Archive for the ‘Global Warming & Climate Change’ Category

Doomsday Clock moves closer to midnight … and Due in Part to Climate Change!

January 19, 2007

If you lived through the Cold War, then you might remember The Bulletin of the Atomic Scientists’Doomsday Clock.” When this clock theoretically “struck midnight,” then WWIII and Mutually Assured Destruction would be at hand.

The clock started out at 11:53 PM in 1947, and reached 11:58 when the Soviet Union first revealed its nuclear capabilities in 1953. It was then set “all the way back to 11:43″ in 1991 … when the USSR collapsed, and both sides (well: the Soviet side, at least) began major de-escalations of their nuclear capabilities.

Although I hadn’t even considered the Doomsday Clock since then, it looks like it’s still around. What’s more: it’s including more than just nuclear bombs when considering the end of human civilization … !

On Jan. 17, the Bulletin considered “new” nuclear powers since the Cold War (e.g. Pakistan, Iran, North Korea, and – thanks to lax post-Cold-War security throughout the former Soviet Union - who-knows-WHERE-else?!) and moved the Doomsday Clock back up to 11:55 PM.

What’s more, Bulletin Director Kennette Benedict added that “The dangers posed by climate change are nearly as dire as those posed by nuclear weapons.”

Not yet convinced? How about Stephen W. Hawking, the renowned cosmologist and mathematician, who told the AP that global warming has eclipsed other threats to the planet, such as terrorism. “Terror only kills hundreds or thousands of people,” Hawking said. “Global warming could kill millions. We should have a war on global warming rather than the war on terror.”

The above quotes are from the full story where I first heard about this. You can read the rest of it at http://seattlepi.nwsource.com/national/1103AP_Britain_Doomsday_Clock.html.

I remember a few informal conversations back in the 80s about whether the World would end “with a bang or a whimper.” The “bang” would be an all-out nuclear war, while the “whimper” could’ve been anything from the Sun dying out to us drowning in our own poisons.

As ominous a development as I feel global warming has  become, I honestly never considered it to be so bad as to be included in the Doomsday Clock scenario. I not only feel the need to thank the Bulletin for keeping the Doomsday Clock around, but for “promoting” global warming to this new (or at least newly-perceived) level of seriousness.

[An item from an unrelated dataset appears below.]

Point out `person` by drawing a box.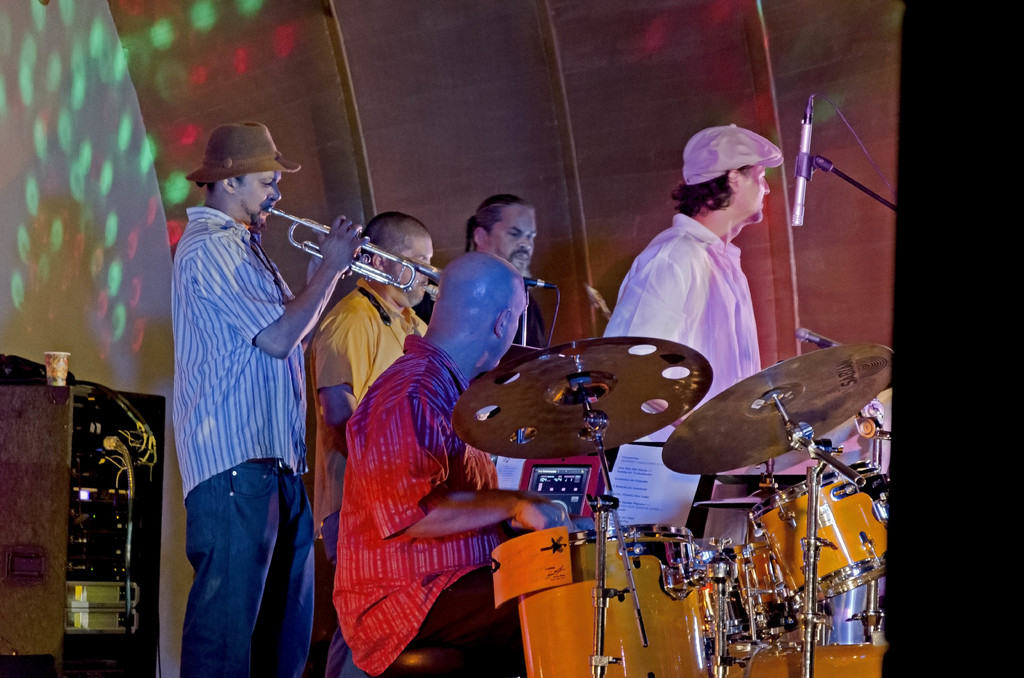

I too must admit to thinking in too short of a time frame. Most of us thought the “bang” of a nuclear war that we feared for nearly half a century would’ve only lasted a few hours at most. Even now, if al Qaeda were able to carry out their most apocalyptic plans, nuclear terrorism would’ve lasted a few minutes at a time: an occasional ”boom” here and there, but probably nothing anywhere near what the Americans & Russians could still do to each other.

In order to include global warming in the Doomsday-Clock scenario, however, you need to start thinking of long periods (i.e. years, decades, etc.) of environmental degradation, interspersed with the occasional Hurricane Katrina or other “natural disaster that can fit neatly into one or two news cycles.” I thank the Bulletin of Atomic Scientists for providing us with this additional perspective on global warming, and the additional ways in which human civilization can end human civilization.